266. Africa
Africa is the second largest of the continents, the most compact and least indented, and, except for Australia, the most deficient in great mountain systems and the most arid. The only considerable forested area lies in its west central portion; the remainder ranges from parkland through steppe to desert. The population is the densest of any continent reckoned as prevailingly uncivilized: a hundred and twenty-five millions or more, some ten to a dozen souls to the square mile.
As regards its races, it is important to remember that the northern third or half of Africa is inhabited by native “whites.” There is much confusion on this point. We tend to say African when we mean Negro. Until recently the word Moor in north European countries often meant Negro, although it denotes Mauretanians, Moroccans, who are Caucasians. It is true that almost across the breadth of Africa there is a transition zone in which it is arbitrary to classify the population as definitely Negro or Caucasian. But over the vaster bulk of the continent, there is never doubt as to the substantial distinctness of the racial stocks.
The oldest stone age is well represented. Implements of Chellean type in particular have been discovered in a number of areas. Whether these are contemporary with the Chellean remains of Europe is not wholly certain, since they are generally surface finds. An Upper Palæolithic phase, the Capsian, with three sub-periods, is well established for North Africa (§ [215]). It was approximately coeval with the Aurignacian, Solutrean, Magdalenian, and probably Azilian of western Europe, and influenced them. Syria and Spain were largely Capsian in culture. The Neolithic is less well marked as a distinctive phase in Africa; and evidences of a separate Bronze Age, other than in Egypt, have nowhere been discerned. There is a bronze art with casting in lost molds in Benin. This is of undetermined origin. It may be ancient; but so far as can be told to-day, iron came into use in much of Africa as early as bronze, and is worked by modern tribes who do not know bronze. Dolmens and other megalithic monuments are abundant in north Africa, absent south of the Sahara. Some of them are later than the similar European megaliths, since iron horse-bits have been found associated with them. It is evident from this summary that Europe and Africa have been closely associated in their prehistoric culture, especially in its remote stages. Two sets of fossil human remains corroborate the connection: Grimaldi man of Italy was pre-Negroid in type, Rhodesian man more or less Neandertaloid.
Iron is smelted, worked, and used throughout Africa except among the dwarf tribes. Apparatus and technique are usually simple, but efficient. Smiths often constitute a caste, sometimes a wandering one. Some tribes rank them highly, others repute them wizards, nearly all accord them a special social position. There is no other area so large and culturally so backward as Africa south of the Mohammedan belt, in which an iron industry flourishes. The existence of the art therefore raises a problem. Some have thought that its origin was indigenous, that perhaps even Egypt derived its knowledge of iron from Negro peoples. On the whole, however, it is much more probable that the reverse holds. In the more than three thousand years since iron was worked in Egypt, the process could readily have been transmitted through the continent. The long lapse of time, the distances traversed, the comparative cultural backwardness of central and south Africa, would allow for, in fact would almost dictate, both the simplicity and the specializations of the technique.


HOW TO COMPLETE THIS TASK: Which lines of the records contain "chart"? Collect every one of them.

GIVEN DATA: Begin

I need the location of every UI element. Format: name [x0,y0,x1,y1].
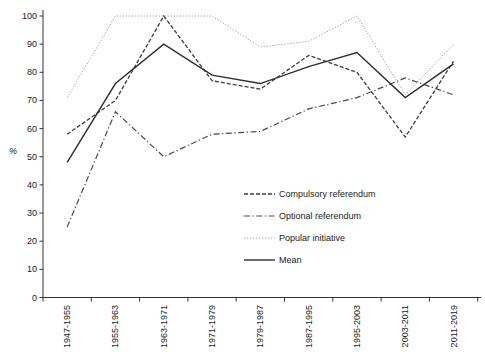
series-mean [67,44,453,162]
y-tick-label: 50 [27,152,37,162]
legend-item-compulsory-referendum: Compulsory referendum [244,183,376,205]
line-chart-canvas: 01020304050607080901001947-19551955-1963… [0,0,485,356]
legend-line-sample-icon [244,211,275,221]
x-tick-label: 2003-2011 [400,305,410,347]
legend-line-sample-icon [244,255,275,265]
x-tick-label: 1995-2003 [352,305,362,348]
chart-figure: 01020304050607080901001947-19551955-1963… [0,0,485,356]
series-popular-initiative [67,16,453,98]
legend-item-mean: Mean [244,249,376,271]
x-tick-label: 1987-1995 [304,305,314,348]
legend-label: Popular initiative [279,234,345,243]
y-tick-label: 100 [22,11,37,21]
legend: Compulsory referendum Optional referendu… [244,183,376,271]
legend-label: Compulsory referendum [279,190,376,199]
y-tick-label: 70 [27,95,37,105]
x-tick-label: 1947-1955 [62,305,72,348]
y-tick-label: 60 [27,124,37,134]
y-tick-label: 80 [27,67,37,77]
x-tick-label: 1963-1971 [159,305,169,348]
legend-item-popular-initiative: Popular initiative [244,227,376,249]
legend-line-sample-icon [244,189,275,199]
y-axis-title: % [9,146,17,156]
y-tick-label: 20 [27,236,37,246]
y-tick-label: 40 [27,180,37,190]
legend-label: Mean [279,256,302,265]
x-tick-label: 1955-1963 [110,305,120,348]
y-tick-label: 0 [32,293,37,303]
x-tick-label: 2011-2019 [449,305,459,347]
legend-label: Optional referendum [279,212,361,221]
y-tick-label: 30 [27,208,37,218]
x-tick-label: 1971-1979 [207,305,217,348]
y-tick-label: 10 [27,264,37,274]
legend-item-optional-referendum: Optional referendum [244,205,376,227]
x-tick-label: 1979-1987 [255,305,265,348]
legend-line-sample-icon [244,233,275,243]
y-tick-label: 90 [27,39,37,49]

GIVEN DATA: End

RESULT FOR THIS EXERCISE:
line-chart-canvas: 01020304050607080901001947-19551955-1963… [0,0,485,356]
chart-figure: 01020304050607080901001947-19551955-1963… [0,0,485,356]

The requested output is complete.